The Washington state Legislative Ethics Board has been discussing how many meals a state legislator should be able to accept from lobbyists and lobbyist-employers under the "infrequent" meals exception in the state ethics code. The exception allows legislators to accept food and beverage when their attendance is "related to the performance of official duties" on "infrequent occasions." The board has apparently never defined "infrequent."

It's About Perceptions

Ethics Commissions Should Stick to Their Area of Jurisdiction and Should Stay Out of Politics

A recent decision of the Wilton, NY ethics board (attached; see below) raises important issues regarding the selection of ethics commission members, their withdrawal from participation when they have a conflict, and the way an ethics commission handles allegations that are not covered by the ethics code.

Allegations That Do Not Constitute Violations

Ethics Commissions: Independence and Managing Staff

See Update Below
The accusations made by New York's Inspector General that the executive director of New York's Commission on Public Integrity leaked information about an investigation to a close associate of the target of the investigation (the governor) are very upsetting. But there are two important lessons to be learned here.
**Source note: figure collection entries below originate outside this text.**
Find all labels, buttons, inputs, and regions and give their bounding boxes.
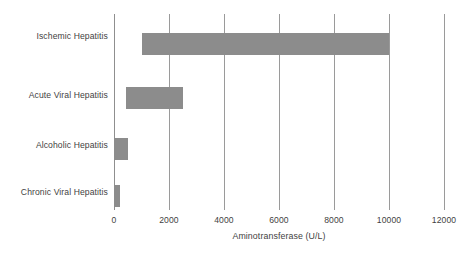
plot-area — [114, 14, 444, 210]
bar-row-alcoholic-hepatitis — [114, 127, 444, 171]
category-label-alcoholic-hepatitis: Alcoholic Hepatitis — [0, 140, 108, 150]
bar-row-ischemic-hepatitis — [114, 22, 444, 66]
bar-acute-viral-hepatitis — [126, 87, 182, 109]
x-axis-title: Aminotransferase (U/L) — [114, 231, 444, 241]
category-label-ischemic-hepatitis: Ischemic Hepatitis — [0, 31, 108, 41]
category-label-acute-viral-hepatitis: Acute Viral Hepatitis — [0, 90, 108, 100]
bar-chronic-viral-hepatitis — [114, 185, 120, 207]
category-label-chronic-viral-hepatitis: Chronic Viral Hepatitis — [0, 187, 108, 197]
bar-ischemic-hepatitis — [142, 33, 390, 55]
gridline-12000 — [444, 14, 445, 210]
bar-row-chronic-viral-hepatitis — [114, 174, 444, 218]
bar-alcoholic-hepatitis — [114, 138, 128, 160]
bar-chart: 0 2000 4000 6000 8000 10000 12000 Ischem… — [0, 0, 469, 266]
bar-row-acute-viral-hepatitis — [114, 76, 444, 120]
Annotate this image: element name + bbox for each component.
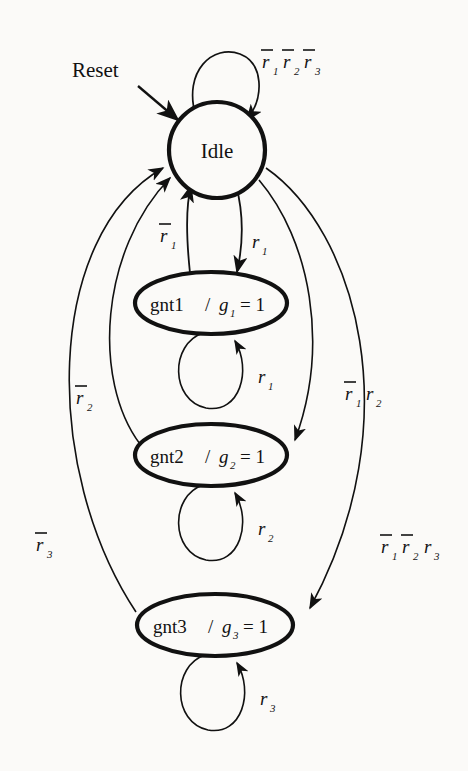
svg-text:= 1: = 1 [240, 294, 265, 315]
svg-text:/: / [205, 446, 211, 467]
edge-label-idle-to-gnt1: r 1 [252, 231, 267, 257]
edge-label-gnt3-to-idle: r 3 [35, 533, 53, 560]
svg-text:2: 2 [294, 65, 300, 77]
svg-text:1: 1 [262, 245, 267, 257]
svg-text:/: / [205, 294, 211, 315]
edge-gnt3-self-loop [181, 655, 245, 731]
svg-text:r: r [381, 536, 389, 557]
svg-text:g: g [219, 446, 229, 467]
svg-text:r: r [262, 51, 270, 72]
svg-text:2: 2 [413, 550, 419, 562]
svg-text:r: r [160, 225, 168, 246]
svg-text:1: 1 [268, 380, 273, 392]
svg-text:r: r [345, 383, 353, 404]
edge-label-idle-to-gnt3: r 1 r 2 r 3 [380, 535, 440, 562]
reset-label: Reset [72, 58, 119, 82]
svg-text:r: r [402, 536, 410, 557]
svg-text:3: 3 [314, 65, 321, 77]
svg-text:r: r [76, 387, 84, 408]
svg-text:3: 3 [433, 550, 440, 562]
edge-label-idle-self: r 1 r 2 r 3 [261, 50, 321, 77]
edge-label-gnt3-self: r 3 [260, 688, 276, 714]
svg-text:1: 1 [356, 397, 361, 409]
svg-text:r: r [258, 518, 266, 539]
edge-gnt1-self-loop [179, 333, 243, 409]
fsm-diagram-canvas: Idle gnt1 / g 1 = 1 gnt2 / g 2 = 1 gnt3 … [0, 0, 468, 771]
state-label-idle: Idle [201, 139, 234, 163]
svg-text:r: r [36, 534, 44, 555]
edge-reset-arrow [138, 86, 178, 120]
svg-text:r: r [366, 383, 374, 404]
svg-text:g: g [219, 294, 229, 315]
svg-text:3: 3 [269, 702, 276, 714]
svg-text:g: g [222, 616, 232, 637]
svg-text:2: 2 [87, 401, 93, 413]
svg-text:2: 2 [230, 459, 236, 471]
svg-text:r: r [260, 688, 268, 709]
svg-text:gnt2: gnt2 [150, 446, 184, 467]
svg-text:1: 1 [171, 239, 176, 251]
edge-label-idle-to-gnt2: r 1 r 2 [344, 382, 382, 409]
svg-text:1: 1 [392, 550, 397, 562]
edge-gnt1-to-idle [187, 186, 191, 273]
svg-text:3: 3 [232, 629, 239, 641]
edge-idle-to-gnt1 [236, 185, 242, 272]
svg-text:2: 2 [376, 397, 382, 409]
svg-text:1: 1 [230, 307, 235, 319]
edge-label-gnt1-self: r 1 [258, 366, 273, 392]
svg-text:3: 3 [46, 548, 53, 560]
svg-text:gnt3: gnt3 [153, 616, 187, 637]
edge-label-gnt2-self: r 2 [258, 518, 274, 544]
svg-text:r: r [252, 231, 260, 252]
svg-text:2: 2 [268, 532, 274, 544]
svg-text:r: r [258, 366, 266, 387]
svg-text:= 1: = 1 [240, 446, 265, 467]
svg-text:r: r [424, 536, 432, 557]
svg-text:r: r [283, 51, 291, 72]
svg-text:= 1: = 1 [243, 616, 268, 637]
fsm-svg: Idle gnt1 / g 1 = 1 gnt2 / g 2 = 1 gnt3 … [0, 0, 468, 771]
svg-text:/: / [208, 616, 214, 637]
svg-text:1: 1 [273, 65, 278, 77]
svg-text:gnt1: gnt1 [150, 294, 184, 315]
edge-label-gnt2-to-idle: r 2 [75, 386, 93, 413]
svg-text:r: r [304, 51, 312, 72]
edge-label-gnt1-to-idle: r 1 [159, 224, 176, 251]
edge-gnt2-self-loop [179, 485, 243, 561]
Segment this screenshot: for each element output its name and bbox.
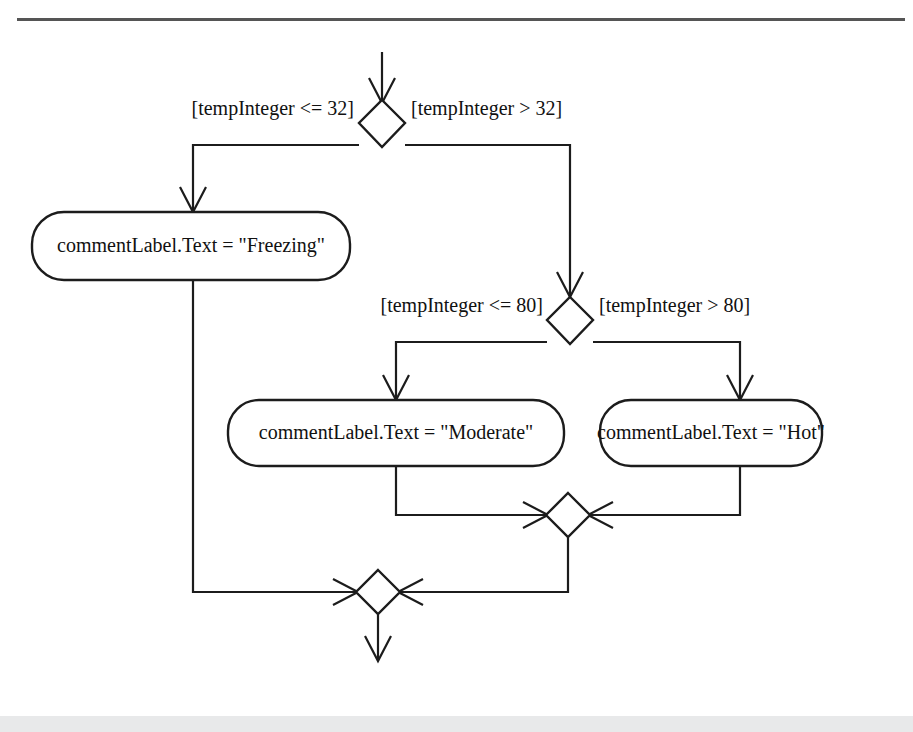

Ethics Complaints and Commendations

Across the country, requests for citizen complaints provide not only for complaints, but also for commendations. I happened to notice one of these when I was in the nation's capital this weekend, and it got me wondering why this is not done with respect to government ethics complaints and hotline reports.

Ethics Conversation

I recently read a book by Stanley Cavell called Cities of Words: Pedagogical Letters on a Register of the Moral Life (2004). Despite its title, it is not about cities; in fact, much of the book uses movies to discuss this Harvard professor's ethical philosophy. What is relevant about this book to government ethics is Cavell's idea of "moral perfectionism," which isn't about being perfect, but about constantly seeking improvement in how one thinks and acts.

Ethics Creativity

A favorite ploy in local government ethics is for a council to vote for an ethics code that includes an ethics commission, and then either not actually appoint members to the commission or, when they resign, not fill their seats, so that there is, effectively, no enforcement mechanism.

Ethics Education

This is the place to provide opinions and recommendations regarding ethics education. Please suggest alternative language to what is below, and please share your experiences with ethics education, and how such experiences can be included in an ethics code, as well as other means to ensure that effective ethics training is provided. Other issues to discuss include who should receive ethics education, who should provide or be reponsible for the provision of ethics education, and how this education should be funded.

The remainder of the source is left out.